The Long Road
04/30/2005 Archived Entry: "Time Travel in Science Fiction - Part 8: Sliders"
Sliders was a show from the late 90s about a group of friends who became stuck travelling between parallel universes. They jumped from random world to random world hoping that the next jump would bring them home. Some worlds were vastly different from what they knew – Nazis won WWII, sentient fire ruled the earth, etc. Other worlds were identical except for a few minor changes – Elvis was alive, red meant go.
Time is widely considered to be the 4th dimension; but in a multiple timeline universe, time is two-dimensional. It is both the 4th and 5th dimensions. To travel along time’s second dimension is to step sideways through time, and reach parallel universes.
The most important question is what exactly determines that a parallel universe should exist. There are several possibilities; one is that all possible universes exist, the other being that actions create different universes. Do all actions result in a different universe? Do all possibilities exist? For example, is there a different universe in which I write “left” here instead of “right”? If not, then is there some kind of force that dictates which actions deserve their own universe and which don’t?

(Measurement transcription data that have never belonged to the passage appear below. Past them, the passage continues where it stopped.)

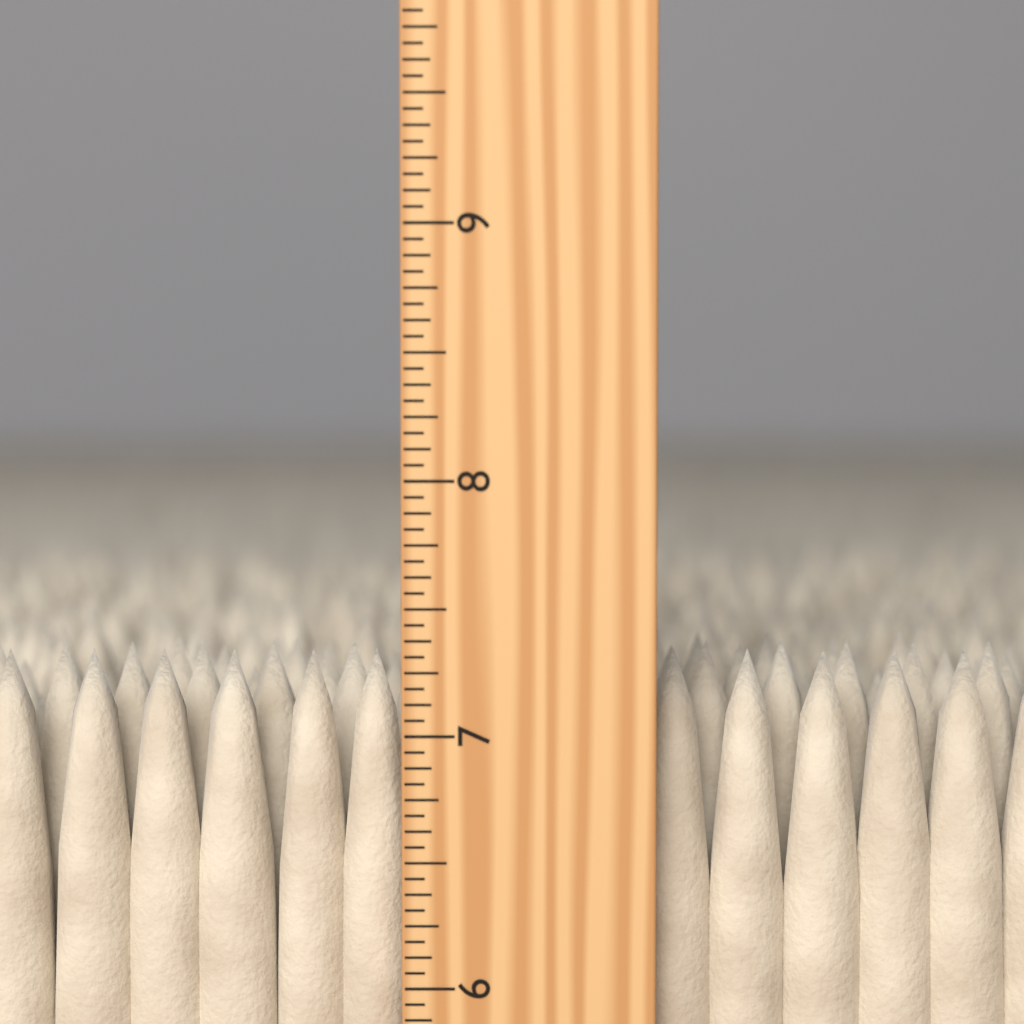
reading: 7.3125 inch
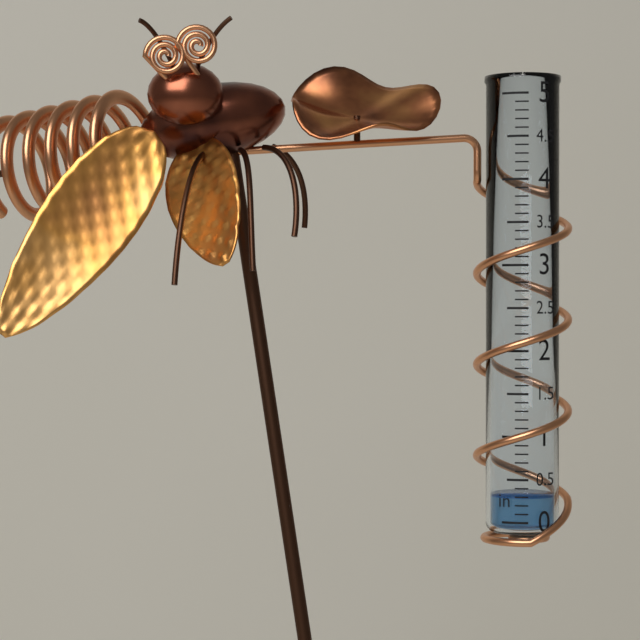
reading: 0.3 in
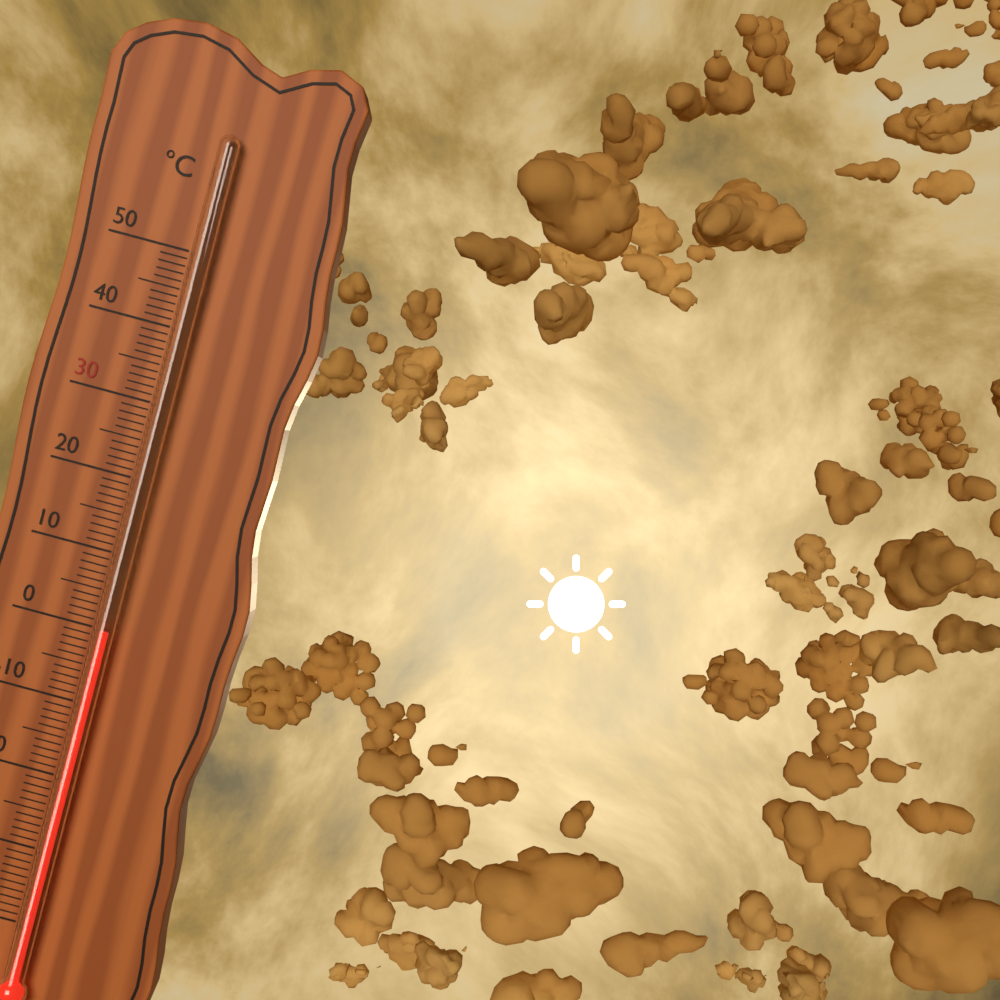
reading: 0 °C
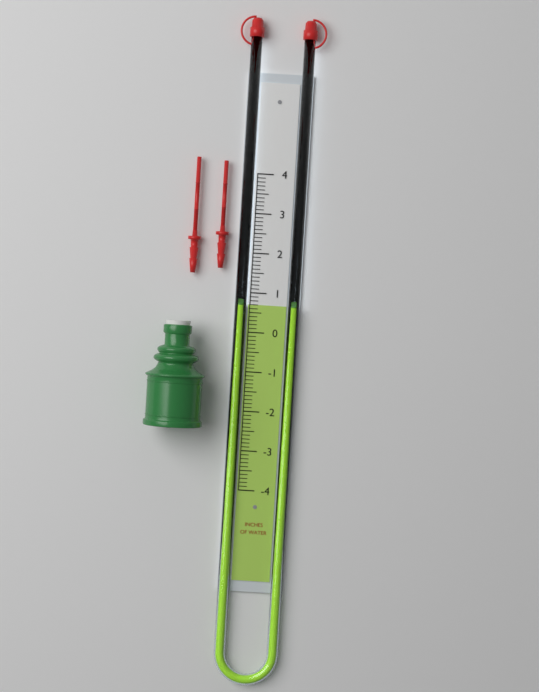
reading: 0.7 in
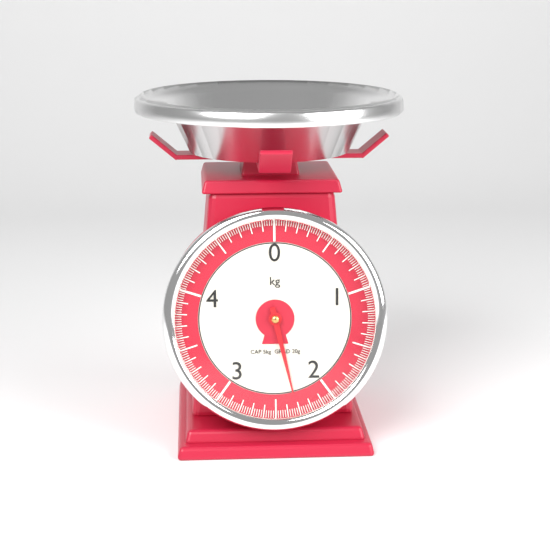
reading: 2.32 kg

Also, imagine that there’s an alien civilization in some distant part of the galaxy. This civilization would also cause an infinite number of parallel universes on their own. Even if humans and these aliens never meet, there would be an infinite number of universes where Earth was identical but each had a slightly different version of the alien world. So we end up with X*Y universes where X is the infinite number of different Earths and Y is the infinite number of universes of different Planet of Aliens. We can see then that things get immensely complex really quickly; we have an infinite number of universes which are identical to each other, and an infinitely larger infinite number of universes which are different.
Replies: 5 comments
I used to watch Sliders sometimes, it was a cool show:)
I don't think that there exists an infinite number of universes that are identical to each other.. for all practical purposes, they'd just be one and the same -- what else does "identical" mean? Especially in terms of something so vast and intangible as "the universe." Sure, you can have two paper copies of your resume, but what's it mean to have two identical copies of a universe? (And are they really identical?)
The creation of new universes is exponential... :) At any particular point in time, N objects have M different possibilities for action. And so on. Weeeee!!!
Posted by Arshwana @ 04/30/2005 08:40 AM EST
Well, I guess I didnt mean that there'd be an infinite number of identical universes. Just an infinite number of identical Earths each in a different universe, and there'd probably also be an infinite number of nearly-identical Earths (one in which I wrote "right" instead of "left", for example").
Posted by Rayne @ 05/01/2005 03:08 PM EST
Ah. Well, I suppose at a given slice of time, yes, there'd be several identical Earths.. but maybe time/space has a very efficient way of storing states of objects at various times rather than keeping uber-billion copies around.
Posted by Arshwana @ 05/01/2005 10:44 PM EST
Yeah, I was gonna "pockets" of alternate realities that only "expanded" when new realities were needed..but translating those thoughts into words proved to be too challenging.
Posted by Rayne @ 05/02/2005 02:49 AM EST
Maybe these alternate earths are just in this universe put so far away from us that we'd never be able to reach them, so that they all exist in THIS universe but never have contact with each other.